The lives that matter to the BLM leadership are olive green, the ones that don neat guayaberas to whitewash a corrupt and expansionist military regime. The last thing that seems to concern that leadership is a Black man who has been humiliated, no matter where it may happen. We are confident that many BLM sympathizers do not agree with the organization’s support of the Cuban dictatorship. However, in eight years, BLM has gone from being a true social movement to being a lucrative business, their present leadership bent on reviving resentment between the races, and buying mansions where they can concoct their next campaign, or wait until the next African American is killed by a while policeman to go for the jugular of power in order to impose a single, distorted and virulent vision of a problem that is very complex.

The BLM leadership has shown itself to be like the Castro dictatorship. To choose only one aspect of the truth is not to defend truth, least of all when the aim is to please a political ally. Its statements have deeply disappointed honorable Cubans, both in the island and abroad, who today demand freedom and count many of their brethren among the wounded and disappeared following the protests.

Joe Biden was not the president who called for civil war. It wasn’t the “blockade” that clubbed Cuban citizens on the head. It was not “imperialism” that summoned the pack of special-forces thugs to attack unarmed people, artists, intellectuals, students, physicians, teachers. The White House did not provoke the pain that shakes all of Cuba today, and the present BLM leadership is very cynical to deliberately ignore the excesses of a regime that last July 11th reenacted the abuse perpetrated against George Floyd with hundreds of Cubans.

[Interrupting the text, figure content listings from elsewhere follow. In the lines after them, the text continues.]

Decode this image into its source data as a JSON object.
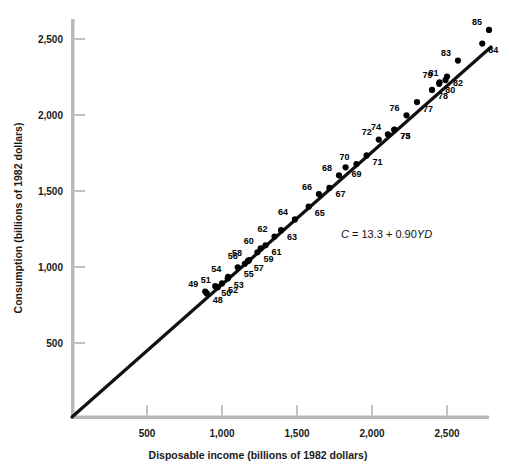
{
  "chart_data": {
    "type": "scatter",
    "title": "",
    "xlabel": "Disposable income (billions of 1982 dollars)",
    "ylabel": "Consumption (billions of 1982 dollars)",
    "xlim": [
      0,
      2900
    ],
    "ylim": [
      0,
      2650
    ],
    "xticks": [
      500,
      1000,
      1500,
      2000,
      2500
    ],
    "xticklabels": [
      "500",
      "1,000",
      "1,500",
      "2,000",
      "2,500"
    ],
    "yticks": [
      500,
      1000,
      1500,
      2000,
      2500
    ],
    "yticklabels": [
      "500",
      "1,000",
      "1,500",
      "2,000",
      "2,500"
    ],
    "grid": false,
    "legend": null,
    "annotation": {
      "text": "C = 13.3 + 0.90YD",
      "parts": [
        "C",
        " = 13.3 + 0.90",
        "YD"
      ],
      "x": 1680,
      "y": 1180
    },
    "fit_line": {
      "label": "C = 13.3 + 0.90YD",
      "intercept": 13.3,
      "slope": 0.9,
      "x_start": 0,
      "x_end": 2790
    },
    "point_label_key": "year (two-digit, 1948-1985)",
    "points": [
      {
        "label": "48",
        "x": 899,
        "y": 826
      },
      {
        "label": "49",
        "x": 888,
        "y": 838
      },
      {
        "label": "50",
        "x": 955,
        "y": 874
      },
      {
        "label": "51",
        "x": 972,
        "y": 867
      },
      {
        "label": "52",
        "x": 1000,
        "y": 892
      },
      {
        "label": "53",
        "x": 1038,
        "y": 924
      },
      {
        "label": "54",
        "x": 1041,
        "y": 935
      },
      {
        "label": "55",
        "x": 1105,
        "y": 998
      },
      {
        "label": "56",
        "x": 1152,
        "y": 1021
      },
      {
        "label": "57",
        "x": 1172,
        "y": 1038
      },
      {
        "label": "58",
        "x": 1180,
        "y": 1045
      },
      {
        "label": "59",
        "x": 1236,
        "y": 1097
      },
      {
        "label": "60",
        "x": 1258,
        "y": 1123
      },
      {
        "label": "61",
        "x": 1290,
        "y": 1143
      },
      {
        "label": "62",
        "x": 1350,
        "y": 1200
      },
      {
        "label": "63",
        "x": 1394,
        "y": 1242
      },
      {
        "label": "64",
        "x": 1486,
        "y": 1313
      },
      {
        "label": "65",
        "x": 1578,
        "y": 1397
      },
      {
        "label": "66",
        "x": 1646,
        "y": 1480
      },
      {
        "label": "67",
        "x": 1716,
        "y": 1520
      },
      {
        "label": "68",
        "x": 1780,
        "y": 1603
      },
      {
        "label": "69",
        "x": 1824,
        "y": 1656
      },
      {
        "label": "70",
        "x": 1896,
        "y": 1677
      },
      {
        "label": "71",
        "x": 1964,
        "y": 1734
      },
      {
        "label": "72",
        "x": 2045,
        "y": 1838
      },
      {
        "label": "73",
        "x": 2148,
        "y": 1903
      },
      {
        "label": "74",
        "x": 2106,
        "y": 1873
      },
      {
        "label": "75",
        "x": 2150,
        "y": 1904
      },
      {
        "label": "76",
        "x": 2230,
        "y": 1998
      },
      {
        "label": "77",
        "x": 2300,
        "y": 2085
      },
      {
        "label": "78",
        "x": 2400,
        "y": 2165
      },
      {
        "label": "79",
        "x": 2450,
        "y": 2215
      },
      {
        "label": "80",
        "x": 2448,
        "y": 2205
      },
      {
        "label": "81",
        "x": 2490,
        "y": 2230
      },
      {
        "label": "82",
        "x": 2500,
        "y": 2253
      },
      {
        "label": "83",
        "x": 2573,
        "y": 2358
      },
      {
        "label": "84",
        "x": 2735,
        "y": 2470
      },
      {
        "label": "85",
        "x": 2780,
        "y": 2560
      }
    ]
  },
  "axes": {
    "x_title": "Disposable income (billions of 1982 dollars)",
    "y_title": "Consumption (billions of 1982 dollars)",
    "x_tick_labels": [
      "500",
      "1,000",
      "1,500",
      "2,000",
      "2,500"
    ],
    "y_tick_labels": [
      "500",
      "1,000",
      "1,500",
      "2,000",
      "2,500"
    ]
  },
  "colors": {
    "axis": "#b8b8b8",
    "tick": "#9a9a9a",
    "line": "#111111",
    "marker": "#000000",
    "text": "#1a1a1a",
    "background": "#ffffff"
  }
}
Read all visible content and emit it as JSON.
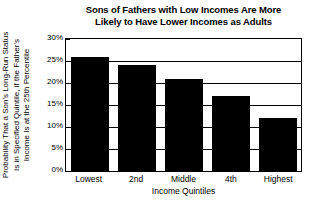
{
  "chart_data": {
    "type": "bar",
    "title": "Sons of Fathers with Low Incomes Are More Likely to Have Lower Incomes as Adults",
    "title_lines": [
      "Sons of Fathers with Low Incomes Are More",
      "Likely to Have Lower Incomes as Adults"
    ],
    "categories": [
      "Lowest",
      "2nd",
      "Middle",
      "4th",
      "Highest"
    ],
    "values": [
      26,
      24,
      21,
      17,
      12
    ],
    "xlabel": "Income Quintiles",
    "ylabel": "Probability That a Son's Long-Run Status Is in Specified Quintile, if the Father's Income Is at the 25th Percentile",
    "ylabel_lines": [
      "Probability That a Son's Long-Run Status",
      "Is in Specified Quintile, if the Father's",
      "Income Is at the 25th Percentile"
    ],
    "ylim": [
      0,
      30
    ],
    "ytick_values": [
      30,
      25,
      20,
      15,
      10,
      5,
      0
    ],
    "ytick_labels": [
      "30%",
      "25%",
      "20%",
      "15%",
      "10%",
      "5%",
      "0%"
    ],
    "grid": true,
    "legend": false,
    "bar_color": "#000000",
    "background_color": "#ffffff"
  }
}
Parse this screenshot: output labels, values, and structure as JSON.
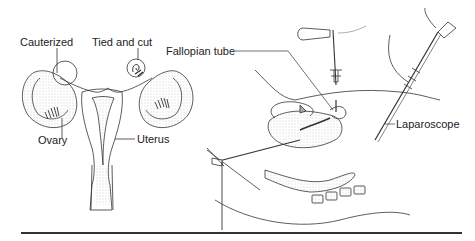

It matters not whether it was a knee choking the life out of someone, or a club smashing the head of a young man. They were defenseless human being against squadrons of regime supporters willing to kill. If BLM’s leadership cannot see the similarities, then their principles and purpose are false. Humanism has no political color, and it is, by its very nature, immune to brainwashing.

Today’s Black Lives Matter movement has shown a lamentable face.  We will never forget its position against the Cuban people and democracy, shamelessly supportive of the white-supremacist agenda of a dictatorial regime that has kidnapped their country and punished its citizens mercilessly.